The Network Core
The network core is a mesh of interconnected routers. They use packet-switching to break the application-layer messages into packets:
- Forward packets from one router to the next, across links on path from the source to the destination.
- Each packet is transmitted at full link capacity.
Store and Forward
The entire packet must arrive a a router before it can be transmitted on to the next link.
Including the transmission delay ($\frac L R$) the end-end delay is:
\[\text{E2E}=\frac{2L} R\]this assumes zero propagation delay.
Queuing Delay & Loss
If the arrival rate exceeds the transmission rate of a link then:
- Packets will queue, waiting to be transmitted on the output link.
- Packets can be dropped if the memory buffer in the router fills up.
Network Core Functions
These are the core functions from the perspective of a router.
Forwarding
This is a local action that moves the arriving packets from the router’s input link to the appropriate router output link.
Routing
This is a global action that determines the source-destination paths taken by packets.

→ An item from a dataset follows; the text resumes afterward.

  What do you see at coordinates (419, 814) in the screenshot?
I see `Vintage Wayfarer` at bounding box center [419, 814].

Routing algorithms are used to do this.
Circuit Switching
This is an alternative to packet switching. End-end resources are allocated to be reserved for a call between the source and destination.
- Dedicated resources
- There is no sharing and you are guaranteed performance.

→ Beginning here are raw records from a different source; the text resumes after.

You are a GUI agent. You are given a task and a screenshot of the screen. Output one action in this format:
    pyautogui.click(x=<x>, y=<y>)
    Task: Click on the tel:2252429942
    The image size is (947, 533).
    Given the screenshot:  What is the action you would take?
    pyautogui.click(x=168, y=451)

- Circuit segment is idle if not used by a call.
- Commonly used in traditional telephone networks.
Packet switching is better suited to the internet as communication is generally is bursts with lots of idle time.
Frequency Division Multiplexing (FDM)
By using a modulation technique, you can split the bandwidth by frequency and transfer data on a circuit at many different frequencies.

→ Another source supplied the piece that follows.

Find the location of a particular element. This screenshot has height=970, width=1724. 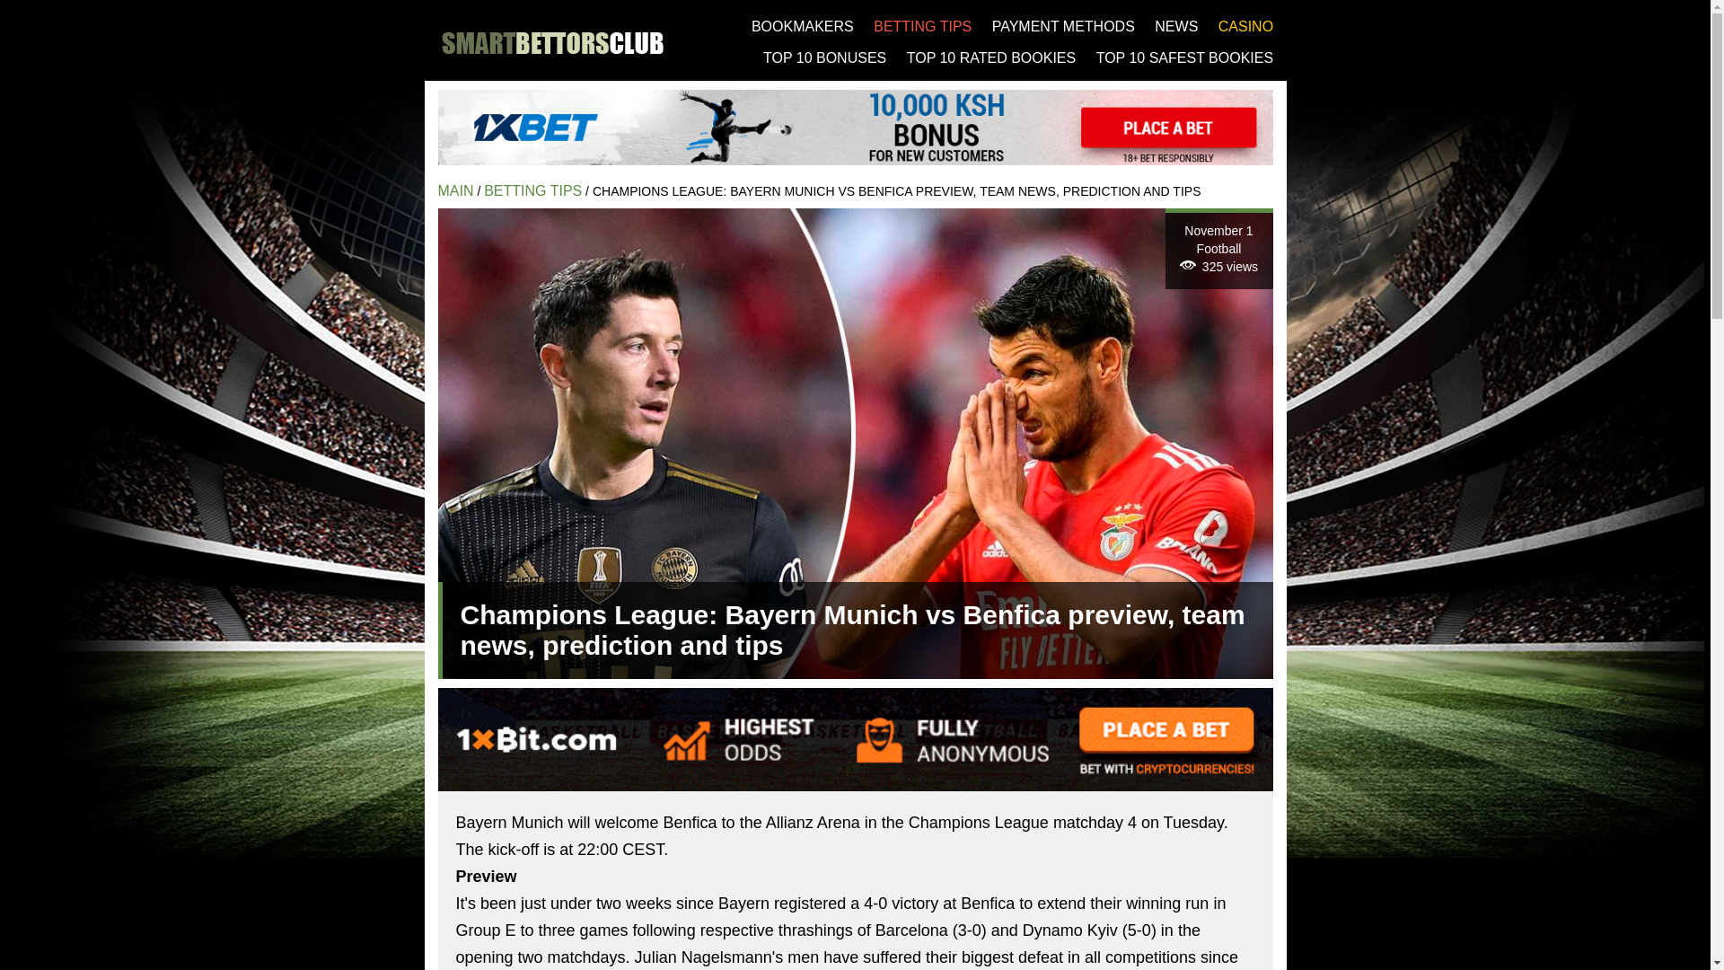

Time Division Multiplexing (TDM)
This method splits the entire bandwidth into time slots that can be assigned to certain users.
Circuit Switching Evaluation
- Good for bursty data as we can take advantage of:
- Resource sharing.
- No call setup.
- Excessive congestion is possible:
- Packet delay and loss due to buffer overflow.
- Protocols need to reliable data transfer, congestion control.
- Bandwidth guarantees are still required for video and audio streaming.
Internet Structure
In order to connect all the international ISPs together we use global ISPs. These global ISPs are then joined by internet exchange points (IXPs). Additionally content provider networks may run their own networks to bring their content closer to edge nodes.
flowchart TD
t11[Tier 1 ISP 1]
t12[Tier 1 ISP 2]
cdn[Content Provider]
ixp1[IXP]
ixp2[IXP]
ixp3[IXP]
r1[Regional ISP]
r2[Regional ISP]
a1[Access ISP]
a2[Access ISP]
a3[Access ISP]
a4[Access ISP]
a5[Access ISP]
a6[Access ISP]
a7[Access ISP]
a8[Access ISP]
a9[Access ISP]
t11 --- t12
t11 --- ixp1 & r1
t12 --- cdn
t12 --- ixp2 & ixp3 & r2
cdn --- ixp1 & ixp2 & ixp3
ixp1 --- r1 & a1
ixp2 --- r1 & r2
ixp3 --- r2
r1 --- a1 & a2 & a3 & a4
r2 --- a5 & a6 & a7 & a8 & a9
- Tier 1 - Commercial ISPs
- Have national and international coverage.
- Content Provider Networks - Private networks
- Connects it data centres to the internet, often bypassing tier 1 and regional ISPs.
- IXPs - Internet Exchange Points
- Connect ISPs to one-another.
- Access ISPs
- The people you pay for internet service.